11:30 PM. It was nice to get out for an evening, though I probably don’t fit in well with three arty 20-something lesbians with their tattoos, piercings, cigarettes and weird hair.

They laughed at the parts of Eating at Arby’s that Jen asked me to read. I learned that “tweakers” are uses of meth, and they’re apparently all over the place here, especially in the Art Department.

I see the rebellion in Jen and her friends as kind of unsophisticated, as if they don’t know it’s all been done before. But so what? These girls are still trying to get their bachelor’s or first master’s degree: I’m not sure which.

I’m a lot older than they are and smarter and more experienced – not that that makes me superior, but it does give me more perspective. I doubt that Jen expected someone so old and “different” and I’m not sure she’ll ever call me again, but I’d certainly be happy to see more of her and her friends. They give me a new perspective.

Of course, I do have to guard my tendency to take center stage with younger people, something I’m used to as a teacher.

I briefly saw Jen’s husband, who was going out while I was coming in. A cute black guy who’s also in the Art Department, I wonder if he’s gay like Jen. Of course, he didn’t give me a second glance. Why would he?


Saturday, August 19, 2000

3 PM. I’m feeling under the weather today, almost literally.

Dad called and said my Unemployment check had arrived, but while I had planned on going to Apache Junction today, I didn’t feel up to it. Since last night I’ve had mild but annoying heartburn/acid reflux, and my tendinitis hurts – I put ice on it – and I slept only five hours last night (though I don’t ever seem to get more sleep than that).

I’m sure all this is stress-related and that I’m only going to have more problems. Is it worth it to make myself ill? Of course not. The worst thing that could happen in the remaining months of 2000 is that I fail as a journalism student and a teacher at ASU and MCC.

But so what? I lasted in the Ph.D. program at the University of Miami for about a week and I never got the degrees in the FAU and Teachers College programs I was enrolled in.

Yet I got some good things out of all those experiences, and hey, they say that failure is the best teacher.

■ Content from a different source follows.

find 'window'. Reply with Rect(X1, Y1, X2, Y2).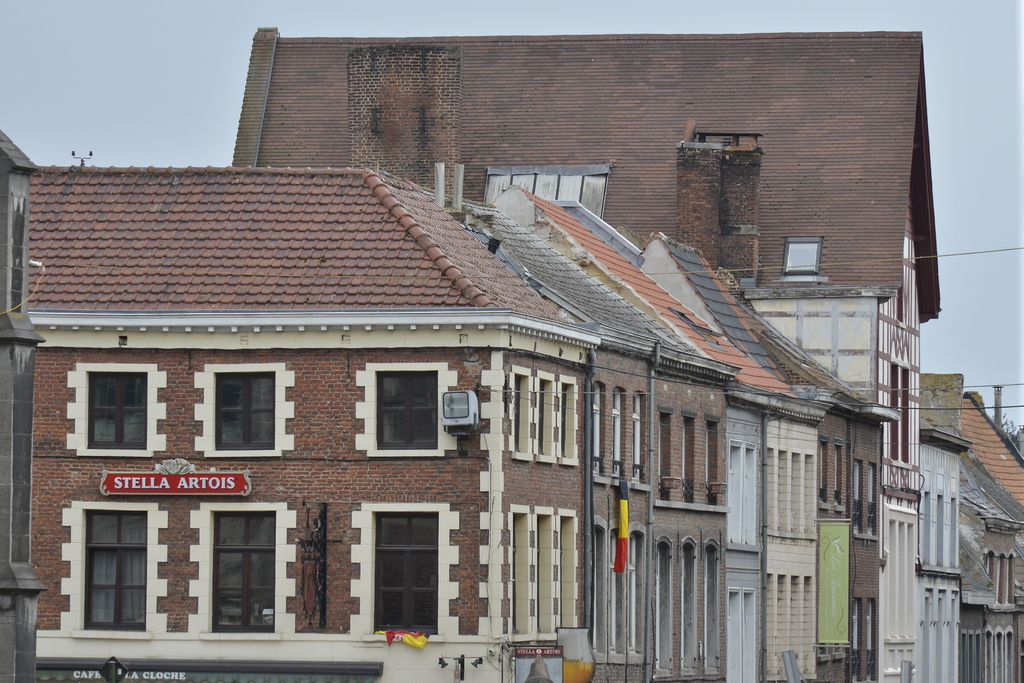
Rect(64, 361, 166, 458).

Isn’t the important thing to have fun? So I don’t get A’s in my classes and I turn out to be an unpopular and incompetent teacher: that wouldn’t take away from my past achievements. Nobody can unpublish my books and stories and articles, and there will always be students like those at Nova who remember what a good teacher I was.

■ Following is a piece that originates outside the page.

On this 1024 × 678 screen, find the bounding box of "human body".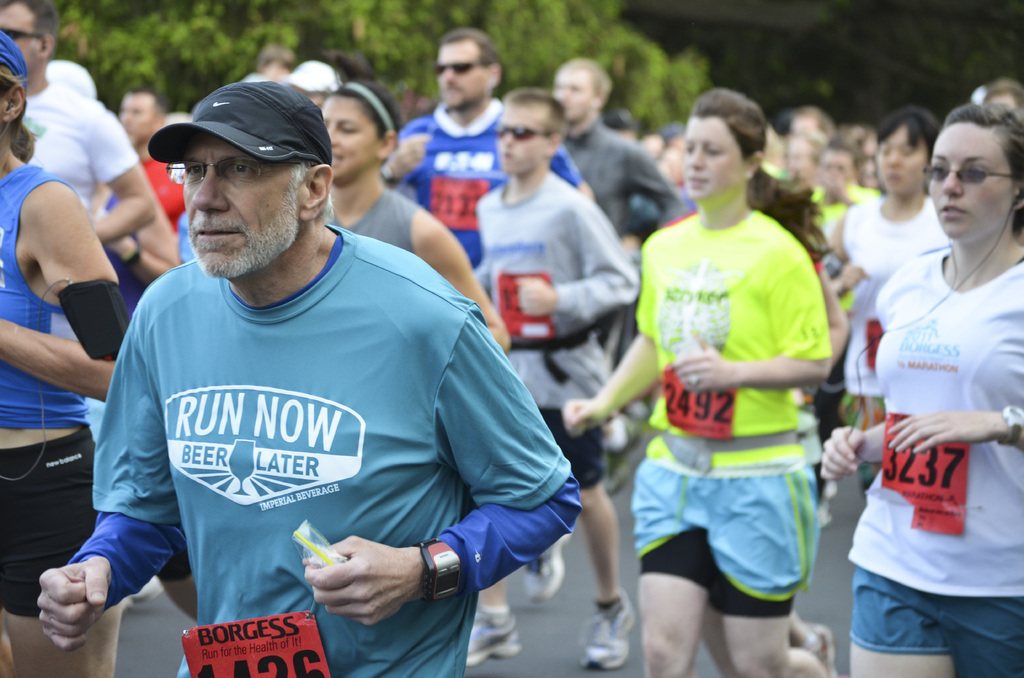
Bounding box: box=[835, 109, 1016, 677].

This is a tough time. But I’m open to new experiences like being with Jen and her friends last night.

I bought that Compaq Internet Presario laptop at CompUSA today, though I’ve had the usual pain-in-the-ass problems with it.

I won’t go into everything that’s wrong, and I dread thinking about how much money I’ve spent, but for eight years I’ve kept my CompUSA credit card with $2,600 available, and I’m finally using it.

I was able to go online – though not with Prodigy, which I got the $400 rebate from – and so now I don’t have to go to libraries or computers labs or Kinko’s.

I’m trying to convince myself that I deserve a first-class Internet computer. I don’t have cable TV, my own cell phone, a stereo, a real VCR, or a nice car.

Okay, I’m rationalizing. Well, I’ll just finish today’s Times, which I didn’t get to at Borders in the hour before CompUSA next door opened.

At Borders, there’s a very cute young Hispanic guy with a killer smile working at the café, and though I’m an ugly old man, I can still take pleasure in looking.

As I’ve been saying repeatedly all these months, I need to deal with becoming 50 next June. It’s hard, not just because I’m gay and alone, but because of where I am in terms of my career and my goals.

Heck, I don’t even know what my short-term and long-term goals are anymore – other than survival.

But in despair, as Dostoevsky’s Underground Man said, there are extreme pleasures, and I’m interested in sticking around until the movie is over. How will it end?